Suggestions the French ruling party may have been involved in a plot to disgrace former IMF chief Dominique Strauss-Kahn were dismissed as "fantasy" yesterday by one of President Nicolas Sarkozy's closest allies.
The French Interior Minister, Claude Gueant, said an article in the New York Review of Books amounted to "guesswork and rumours".
In the article, journalist Edward Jay Epstein raised a number of disturbing questions about events before and just after Strauss-Kahn's arrest in New York in May for the alleged attempted rape of a chambermaid in the Manhattan Sofitel.
At the time, Strauss-Kahn, 62, a former Socialist Finance Minister, was the front-runner to win France's presidential election next year. The scandal forced him to resign his position as head of the IMF and drop out of the race.
Epstein's article was based, in part, on tapes from security cameras at the Sofitel seized by American police. He said the tapes showed two security officials at the hotel slapping hands and going into a "strange dance of joy for three minutes" soon after the chambermaid Nafissatou Diallo reported the alleged assault.
In a statement yesterday, the French-owned Accor Group, which owns the hotel, said the alleged "dance of joy" lasted only 8 seconds and had nothing to do with the Strauss-Kahn affair.
The group also rejected Epstein's suggestions that Diallo may have had an "accomplice" in a nearby suite, saying that suite was occupied by a guest who checked out 30 minutes before the alleged assault.
Epstein also alleged that emails sent by Strauss-Kahn on his BlackBerry in the days before the incident were read by officials at the headquarters of Sarkozy's Union pour un Mouvement Populaire.
The BlackBerry went missing on the day of the alleged assault.
The leader of the UMP, Jean-Francois Cope, said his party had never attempted to spy on or trap the former presidential front-runner.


> [Assignment]: Pictures should be left out while the data beneath this task is written out word for word.

Segment Start: Data extract

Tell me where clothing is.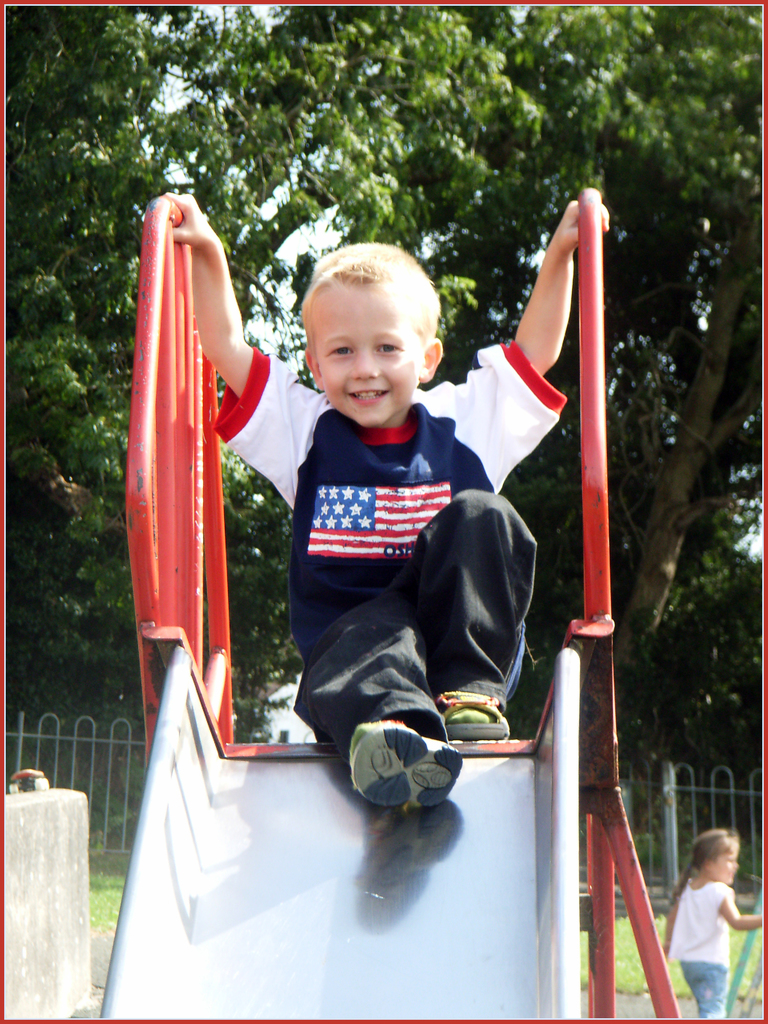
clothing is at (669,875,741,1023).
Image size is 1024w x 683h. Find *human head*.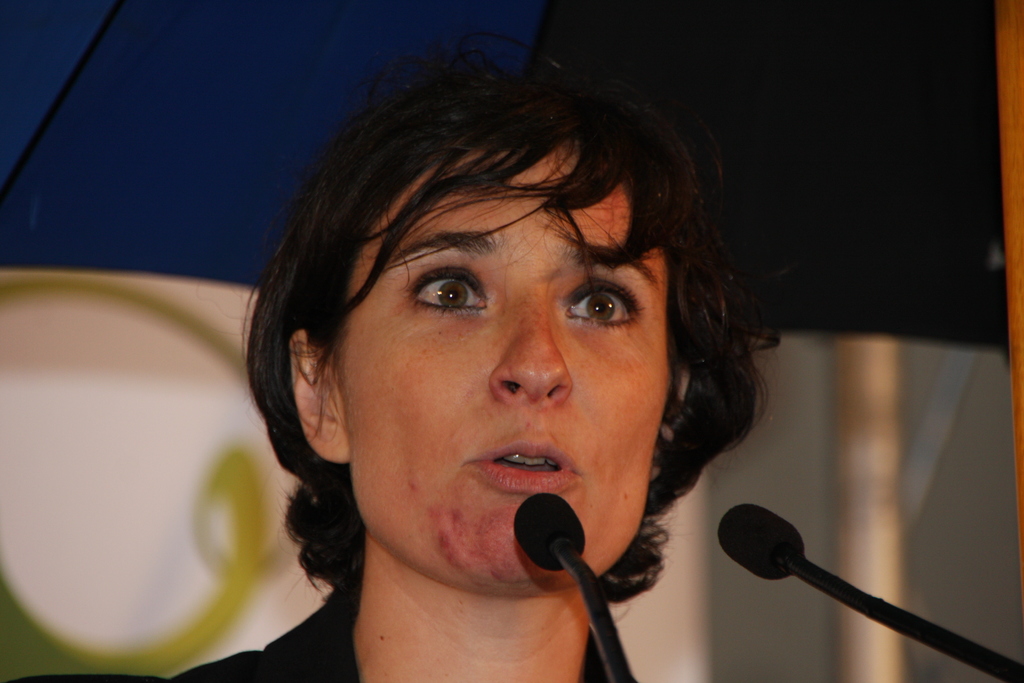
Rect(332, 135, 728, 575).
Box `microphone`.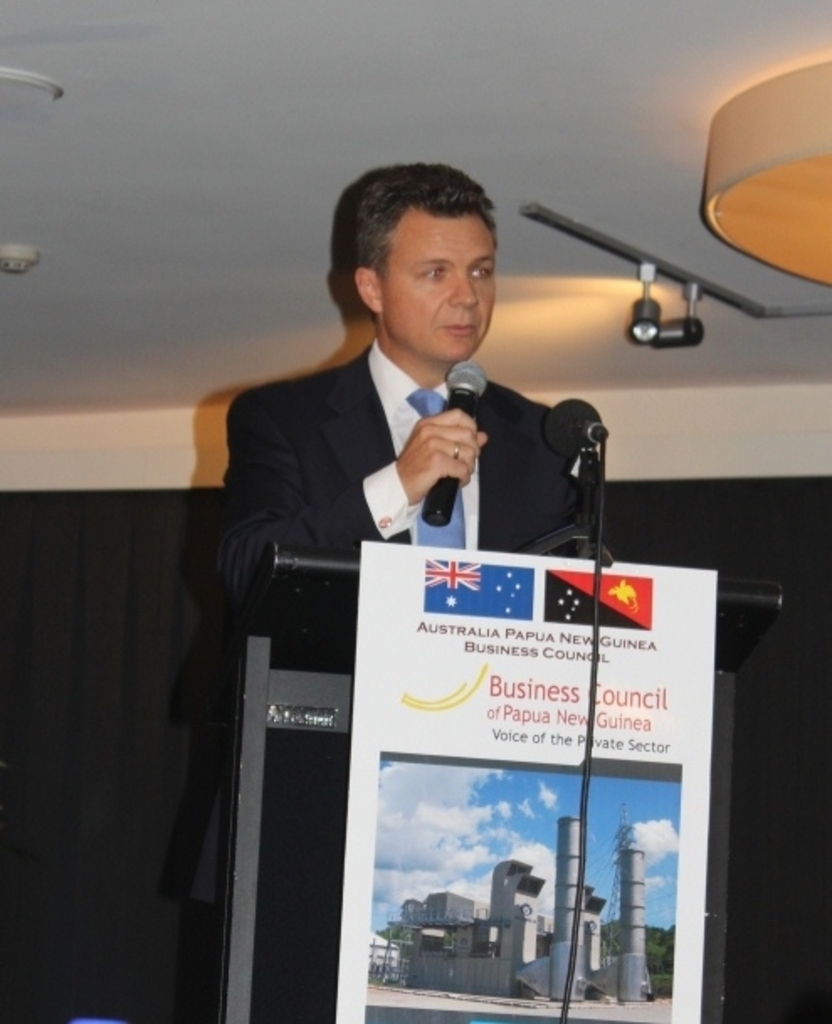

Segment End: Data extract

> [Expected output]:
Tell me where clothing is.
clothing is at (669,875,741,1023).
Image size is 1024w x 683h. Find *human head*.
Rect(332, 135, 728, 575).
Box `microphone`.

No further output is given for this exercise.